Holds the domain logic:
state.rs– application state machine, conversation management, persistence hooks.llm.rs– provider abstractions for OpenAI, Azure OpenAI, and a mock driver used by tests.mcp.rs– lightweight MCP client and registry with auth-aware handshake scaffolding.auth.rs– server/client OAuth coordination that persists refreshed tokens alongside transcripts.store.rs– JSONL transcript storage and secret persistence.telemetry.rs– idempotent tracing initialization for binaries and tools.
Hosts unit, integration, and end-to-end tests. The initial suite validates conversation persistence and response generation using the mock LLM driver. Additional tests can be added under unit/, integration/, and e2e/.
Provides automation entry points. cargo run -p xtask -- smoke spins up the core logic with the mock LLM driver and logs the resulting conversation metadata, suitable for CI smoke checks.
High-level and contributor-oriented documentation lives in docs/README.md.

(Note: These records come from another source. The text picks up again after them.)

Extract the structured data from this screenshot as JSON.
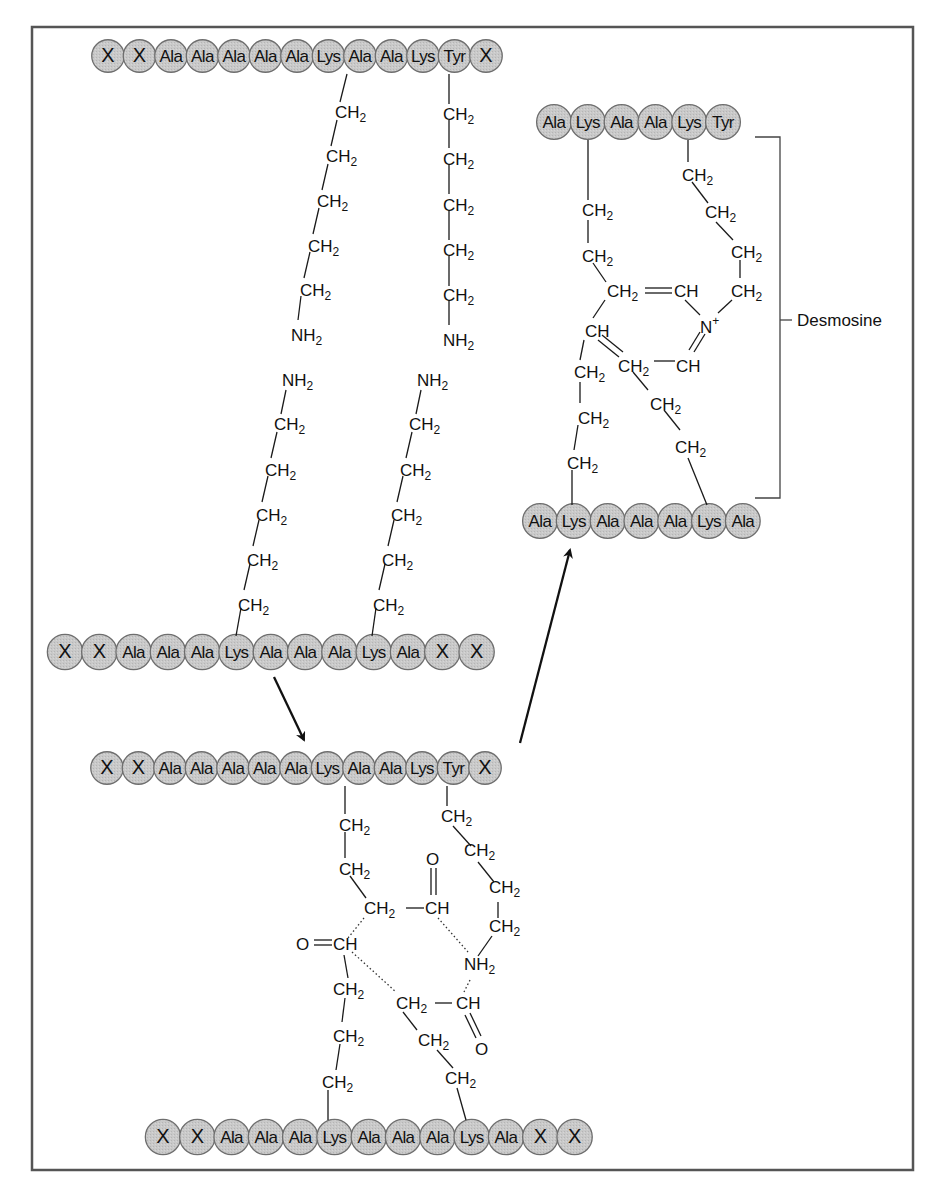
{
  "figure": {
    "frame": {
      "x": 32,
      "y": 27,
      "w": 881,
      "h": 1143,
      "stroke": "#555555"
    },
    "residue_fill": "#c8c8c8",
    "residue_stroke": "#6e6e6e",
    "bond_color": "#1a1a1a",
    "arrow_color": "#111111"
  },
  "chains": {
    "top_chain_1": {
      "x0": 108,
      "y": 56,
      "step": 31.5,
      "residues": [
        "X",
        "X",
        "Ala",
        "Ala",
        "Ala",
        "Ala",
        "Ala",
        "Lys",
        "Ala",
        "Ala",
        "Lys",
        "Tyr",
        "X"
      ]
    },
    "mid_chain_2": {
      "x0": 65,
      "y": 652,
      "step": 34.3,
      "residues": [
        "X",
        "X",
        "Ala",
        "Ala",
        "Ala",
        "Lys",
        "Ala",
        "Ala",
        "Ala",
        "Lys",
        "Ala",
        "X",
        "X"
      ]
    },
    "crosslink_top_chain": {
      "x0": 107,
      "y": 768,
      "step": 31.5,
      "residues": [
        "X",
        "X",
        "Ala",
        "Ala",
        "Ala",
        "Ala",
        "Ala",
        "Lys",
        "Ala",
        "Ala",
        "Lys",
        "Tyr",
        "X"
      ]
    },
    "crosslink_bottom_chain": {
      "x0": 163,
      "y": 1137,
      "step": 34.3,
      "residues": [
        "X",
        "X",
        "Ala",
        "Ala",
        "Ala",
        "Lys",
        "Ala",
        "Ala",
        "Ala",
        "Lys",
        "Ala",
        "X",
        "X"
      ]
    },
    "desmosine_top_chain": {
      "x0": 554,
      "y": 122,
      "step": 33.8,
      "residues": [
        "Ala",
        "Lys",
        "Ala",
        "Ala",
        "Lys",
        "Tyr"
      ]
    },
    "desmosine_bottom_chain": {
      "x0": 540,
      "y": 521,
      "step": 33.8,
      "residues": [
        "Ala",
        "Lys",
        "Ala",
        "Ala",
        "Ala",
        "Lys",
        "Ala"
      ]
    }
  },
  "side_chains": {
    "panel1_upper_left": [
      "CH2",
      "CH2",
      "CH2",
      "CH2",
      "CH2",
      "NH2"
    ],
    "panel1_upper_right": [
      "CH2",
      "CH2",
      "CH2",
      "CH2",
      "CH2",
      "NH2"
    ],
    "panel1_lower_left": [
      "NH2",
      "CH2",
      "CH2",
      "CH2",
      "CH2",
      "CH2"
    ],
    "panel1_lower_right": [
      "NH2",
      "CH2",
      "CH2",
      "CH2",
      "CH2",
      "CH2"
    ]
  },
  "labels": {
    "ch2": "CH2",
    "ch": "CH",
    "nh2": "NH2",
    "o": "O",
    "n_plus": "N+",
    "desmosine": "Desmosine"
  },
  "arrows": [
    {
      "name": "arrow-to-crosslink",
      "from": [
        274,
        677
      ],
      "to": [
        305,
        742
      ]
    },
    {
      "name": "arrow-to-desmosine",
      "from": [
        520,
        743
      ],
      "to": [
        571,
        548
      ]
    }
  ]
}
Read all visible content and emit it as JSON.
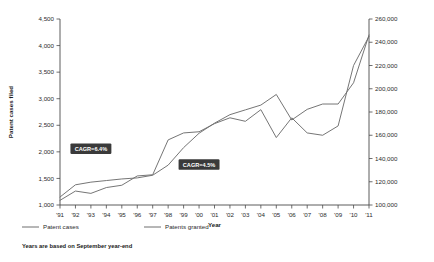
{
  "chart_data": {
    "type": "line",
    "title": "",
    "xlabel": "Year",
    "ylabel": "Patent cases filed",
    "y2label": "",
    "grid": false,
    "legend_position": "bottom-left",
    "categories": [
      "'91",
      "'92",
      "'93",
      "'94",
      "'95",
      "'96",
      "'97",
      "'98",
      "'99",
      "'00",
      "'01",
      "'02",
      "'03",
      "'04",
      "'05",
      "'06",
      "'07",
      "'08",
      "'09",
      "'10",
      "'11"
    ],
    "ylim": [
      1000,
      4500
    ],
    "yticks": [
      "1,000",
      "1,500",
      "2,000",
      "2,500",
      "3,000",
      "3,500",
      "4,000",
      "4,500"
    ],
    "y2lim": [
      100000,
      260000
    ],
    "y2ticks": [
      "100,000",
      "120,000",
      "140,000",
      "160,000",
      "180,000",
      "200,000",
      "220,000",
      "240,000",
      "260,000"
    ],
    "series": [
      {
        "name": "Patent cases",
        "axis": "left",
        "values": [
          1150,
          1380,
          1430,
          1460,
          1490,
          1510,
          1560,
          1750,
          2080,
          2350,
          2540,
          2700,
          2790,
          2880,
          3080,
          2600,
          2800,
          2900,
          2900,
          3300,
          4200
        ]
      },
      {
        "name": "Patents granted",
        "axis": "right",
        "values": [
          104000,
          112000,
          110000,
          115000,
          117000,
          125000,
          126000,
          156000,
          162000,
          163000,
          170000,
          175000,
          172000,
          182000,
          158000,
          175000,
          162000,
          160000,
          168000,
          220000,
          245000
        ]
      }
    ],
    "annotations": [
      {
        "text": "CAGR=6.4%",
        "series": "Patent cases",
        "x": "'93",
        "y": 2060
      },
      {
        "text": "CAGR=4.5%",
        "series": "Patents granted",
        "x": "'00",
        "y": 1760
      }
    ],
    "footnote": "Years are based on September year-end"
  },
  "legend": {
    "items": [
      {
        "label": "Patent cases"
      },
      {
        "label": "Patents granted"
      }
    ]
  },
  "colors": {
    "line": "#6e6e6e",
    "axis": "#4a4a4a",
    "annotation_bg": "#3a3a3a",
    "annotation_text": "#ffffff",
    "text": "#1a1a1a"
  }
}
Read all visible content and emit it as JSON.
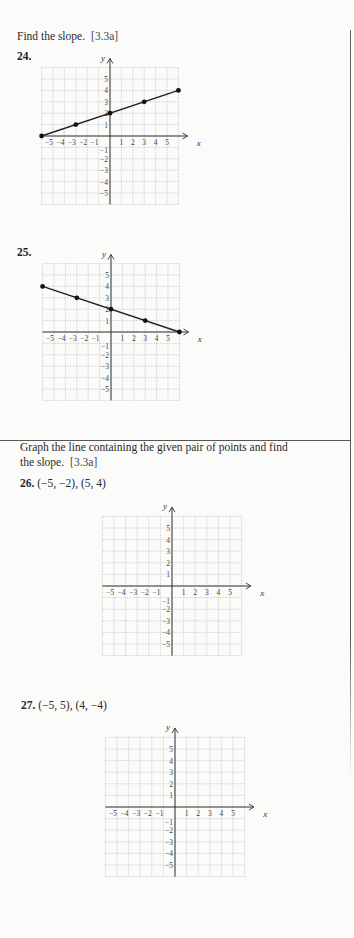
{
  "section1": {
    "instruction": "Find the slope.",
    "ref": "[3.3a]"
  },
  "section2": {
    "instruction_line1": "Graph the line containing the given pair of points and find",
    "instruction_line2": "the slope.",
    "ref": "[3.3a]"
  },
  "exercises": [
    {
      "number": "24.",
      "points_text": ""
    },
    {
      "number": "25.",
      "points_text": ""
    },
    {
      "number": "26.",
      "points_text": "(−5, −2), (5, 4)"
    },
    {
      "number": "27.",
      "points_text": "(−5, 5), (4, −4)"
    }
  ],
  "axis": {
    "x_label": "x",
    "y_label": "y",
    "x_ticks": [
      "−5",
      "−4",
      "−3",
      "−2",
      "−1",
      "1",
      "2",
      "3",
      "4",
      "5"
    ],
    "y_ticks_pos": [
      "1",
      "2",
      "3",
      "4",
      "5"
    ],
    "y_ticks_neg": [
      "−1",
      "−2",
      "−3",
      "−4",
      "−5"
    ]
  },
  "chart_data": [
    {
      "type": "line",
      "title": "24.",
      "xlabel": "x",
      "ylabel": "y",
      "xlim": [
        -6,
        6
      ],
      "ylim": [
        -6,
        6
      ],
      "grid": true,
      "points": [
        [
          -6,
          0
        ],
        [
          -3,
          1
        ],
        [
          0,
          2
        ],
        [
          3,
          3
        ],
        [
          6,
          4
        ]
      ]
    },
    {
      "type": "line",
      "title": "25.",
      "xlabel": "x",
      "ylabel": "y",
      "xlim": [
        -6,
        6
      ],
      "ylim": [
        -6,
        6
      ],
      "grid": true,
      "points": [
        [
          -6,
          4
        ],
        [
          -3,
          3
        ],
        [
          0,
          2
        ],
        [
          3,
          1
        ],
        [
          6,
          0
        ]
      ]
    },
    {
      "type": "line",
      "title": "26. (−5, −2), (5, 4)",
      "xlabel": "x",
      "ylabel": "y",
      "xlim": [
        -6,
        6
      ],
      "ylim": [
        -6,
        6
      ],
      "grid": true,
      "points": []
    },
    {
      "type": "line",
      "title": "27. (−5, 5), (4, −4)",
      "xlabel": "x",
      "ylabel": "y",
      "xlim": [
        -6,
        6
      ],
      "ylim": [
        -6,
        6
      ],
      "grid": true,
      "points": []
    }
  ]
}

It explains the overall architecture, coding expectations, and how the reference material inside docs/ is organized so you can navigate deeper without this file needing constant updates.
- Fork and clone the repository.
- Run
cargo fmtbefore committing. - Add tests for any new functionality in the appropriate crate.
- Use
cargo run -p xtask -- smoketo validate end-to-end behavior.
Everyone is invited and welcome to contribute: open issues, propose pull requests, share ideas, or help improve documentation. Participation is open to all, regardless of background or viewpoint.
This project follows the FOSS Pluralism Manifesto, which affirms respect for people, freedom to critique ideas, and space for diverse perspectives.
Copyright (c) 2025, Iwan van der Kleijn
This project is licensed under the MIT License. See the LICENSE file for details.